California State Polytechnic University, Pomona
Department of Urban and Regional Planning
URP 337/337L Planning Public Infrastructure Spring 1999 (Urey)

Study questions for readings
for 17 May 1999

David Perry, "Building the City through the back Door:  The Politics of Debt, Law, and Public Infrastructure" Chapter 7 in Building the Public City  (Thousand Oaks:  Sage, 1995), 202-36.


Vocabulary words: nascent, reticence, "highly competitive mercantile environment," speculative, retrench
  1. What were the three areas of debate about infrastructure in the first half of the nineteenth century?
  2. Perry writes:  "This notion of eminent domain . . . is at the heart of the American ambivalence over the provision of public works and the protection of individual freedom."  To what period(s) does he refer in this comment?
  3. What does Perry (citing NY Senator Willam Seward) identify as the main reasons that the U.S. did not follow the European model for the development of infrastructure in the first half of the 19th Century?
  4. What does Perry mean by "federal reticence?"
  5. What was the relationship between urbanization, public health and infrastructure during the late 19th Century and the early part of the 20th Century?
  6. Why does Perry claim that NY City's Triborough Bridge Authority is the "clearest exmple of the evolution of the public authority from a stopgap fiscal expediency into a permanent feature of American governance?
  7. What did the public authority form of government lend to Robert Moses' career in developing NY City's infrastructure?
  8. What does Perry mean by the "trapdoor," and how does he distinguish the back door from the trapdoor to financing infrastructure?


• **Task details**
State how many lines of the records contain the string "legend". Give the number alone.

• **Data**

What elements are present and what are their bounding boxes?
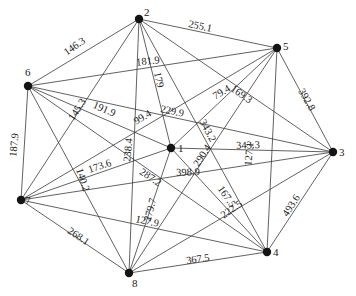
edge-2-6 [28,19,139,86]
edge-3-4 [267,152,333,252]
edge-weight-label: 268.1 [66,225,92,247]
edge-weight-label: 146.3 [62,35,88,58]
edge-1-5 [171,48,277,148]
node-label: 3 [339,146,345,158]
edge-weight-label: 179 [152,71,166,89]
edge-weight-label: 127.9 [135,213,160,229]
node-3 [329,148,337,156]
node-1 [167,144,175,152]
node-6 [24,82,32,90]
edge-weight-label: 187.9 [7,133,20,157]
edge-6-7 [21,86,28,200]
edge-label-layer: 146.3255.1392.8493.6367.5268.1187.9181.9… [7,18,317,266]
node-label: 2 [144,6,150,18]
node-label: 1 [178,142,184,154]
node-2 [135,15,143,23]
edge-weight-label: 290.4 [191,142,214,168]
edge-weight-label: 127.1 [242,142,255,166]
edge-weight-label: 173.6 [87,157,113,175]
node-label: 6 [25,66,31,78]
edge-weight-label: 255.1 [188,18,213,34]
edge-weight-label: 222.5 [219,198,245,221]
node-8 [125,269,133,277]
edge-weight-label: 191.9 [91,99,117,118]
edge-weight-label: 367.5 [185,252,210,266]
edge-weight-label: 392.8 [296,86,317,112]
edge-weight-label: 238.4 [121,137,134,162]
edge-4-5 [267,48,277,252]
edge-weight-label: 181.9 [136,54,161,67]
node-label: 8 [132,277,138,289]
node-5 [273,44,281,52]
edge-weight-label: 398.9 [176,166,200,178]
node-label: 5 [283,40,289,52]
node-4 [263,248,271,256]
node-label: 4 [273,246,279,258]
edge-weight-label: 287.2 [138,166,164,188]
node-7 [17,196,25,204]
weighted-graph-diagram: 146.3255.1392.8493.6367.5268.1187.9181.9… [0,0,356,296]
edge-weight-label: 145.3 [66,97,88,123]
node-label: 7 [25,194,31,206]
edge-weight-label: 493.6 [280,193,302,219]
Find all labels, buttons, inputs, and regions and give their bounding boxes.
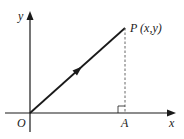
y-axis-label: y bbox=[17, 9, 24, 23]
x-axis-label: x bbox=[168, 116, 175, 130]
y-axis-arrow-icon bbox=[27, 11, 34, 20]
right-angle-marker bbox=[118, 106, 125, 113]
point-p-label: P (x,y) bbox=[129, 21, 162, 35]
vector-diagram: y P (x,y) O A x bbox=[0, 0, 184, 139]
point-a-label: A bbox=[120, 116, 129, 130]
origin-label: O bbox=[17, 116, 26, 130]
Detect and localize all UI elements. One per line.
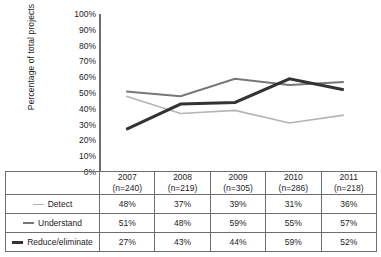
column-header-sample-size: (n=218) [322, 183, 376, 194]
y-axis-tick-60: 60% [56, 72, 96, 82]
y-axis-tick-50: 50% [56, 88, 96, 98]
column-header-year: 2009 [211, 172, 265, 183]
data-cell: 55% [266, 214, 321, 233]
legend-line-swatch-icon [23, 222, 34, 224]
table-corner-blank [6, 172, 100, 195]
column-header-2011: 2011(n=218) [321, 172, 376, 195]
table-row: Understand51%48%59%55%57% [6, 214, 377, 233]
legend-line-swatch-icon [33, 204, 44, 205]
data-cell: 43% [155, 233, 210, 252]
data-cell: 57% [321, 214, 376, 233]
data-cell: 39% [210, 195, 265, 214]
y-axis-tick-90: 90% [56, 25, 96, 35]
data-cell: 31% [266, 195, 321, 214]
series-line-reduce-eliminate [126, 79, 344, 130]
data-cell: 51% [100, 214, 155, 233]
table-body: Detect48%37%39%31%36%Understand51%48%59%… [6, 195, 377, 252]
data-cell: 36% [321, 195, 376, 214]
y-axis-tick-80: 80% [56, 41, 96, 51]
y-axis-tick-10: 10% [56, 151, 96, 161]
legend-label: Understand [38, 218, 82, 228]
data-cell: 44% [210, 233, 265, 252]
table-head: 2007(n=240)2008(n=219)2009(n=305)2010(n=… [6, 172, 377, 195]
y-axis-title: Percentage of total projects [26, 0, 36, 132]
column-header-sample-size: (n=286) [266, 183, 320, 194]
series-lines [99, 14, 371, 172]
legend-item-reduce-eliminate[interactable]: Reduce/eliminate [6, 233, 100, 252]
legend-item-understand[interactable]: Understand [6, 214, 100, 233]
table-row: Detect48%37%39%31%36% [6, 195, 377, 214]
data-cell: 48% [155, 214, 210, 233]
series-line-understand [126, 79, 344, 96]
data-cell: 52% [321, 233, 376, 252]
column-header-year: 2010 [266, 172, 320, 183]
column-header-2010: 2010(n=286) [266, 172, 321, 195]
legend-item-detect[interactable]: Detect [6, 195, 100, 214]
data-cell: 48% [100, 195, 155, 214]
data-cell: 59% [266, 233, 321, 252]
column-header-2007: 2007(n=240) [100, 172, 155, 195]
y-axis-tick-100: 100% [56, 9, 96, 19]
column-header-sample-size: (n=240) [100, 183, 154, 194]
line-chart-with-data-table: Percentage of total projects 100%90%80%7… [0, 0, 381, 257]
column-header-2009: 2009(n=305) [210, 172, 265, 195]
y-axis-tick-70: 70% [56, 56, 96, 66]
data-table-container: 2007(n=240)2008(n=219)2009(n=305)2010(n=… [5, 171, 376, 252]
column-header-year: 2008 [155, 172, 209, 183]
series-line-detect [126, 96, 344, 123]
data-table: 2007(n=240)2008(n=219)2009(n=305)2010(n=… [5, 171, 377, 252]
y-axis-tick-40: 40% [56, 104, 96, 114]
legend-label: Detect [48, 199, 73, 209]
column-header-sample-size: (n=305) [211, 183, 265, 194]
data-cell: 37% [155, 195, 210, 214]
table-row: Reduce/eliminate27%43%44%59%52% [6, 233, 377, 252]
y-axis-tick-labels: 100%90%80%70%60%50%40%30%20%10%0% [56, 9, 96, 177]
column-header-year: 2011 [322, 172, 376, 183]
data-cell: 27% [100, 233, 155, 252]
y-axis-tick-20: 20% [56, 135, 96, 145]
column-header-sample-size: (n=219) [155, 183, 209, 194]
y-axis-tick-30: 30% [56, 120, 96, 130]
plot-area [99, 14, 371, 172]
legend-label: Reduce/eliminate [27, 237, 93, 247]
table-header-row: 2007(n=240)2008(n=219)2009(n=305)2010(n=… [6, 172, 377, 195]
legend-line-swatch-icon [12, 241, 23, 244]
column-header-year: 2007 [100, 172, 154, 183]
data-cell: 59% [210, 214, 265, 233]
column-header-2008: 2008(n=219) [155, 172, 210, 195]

• **Expected answer**
9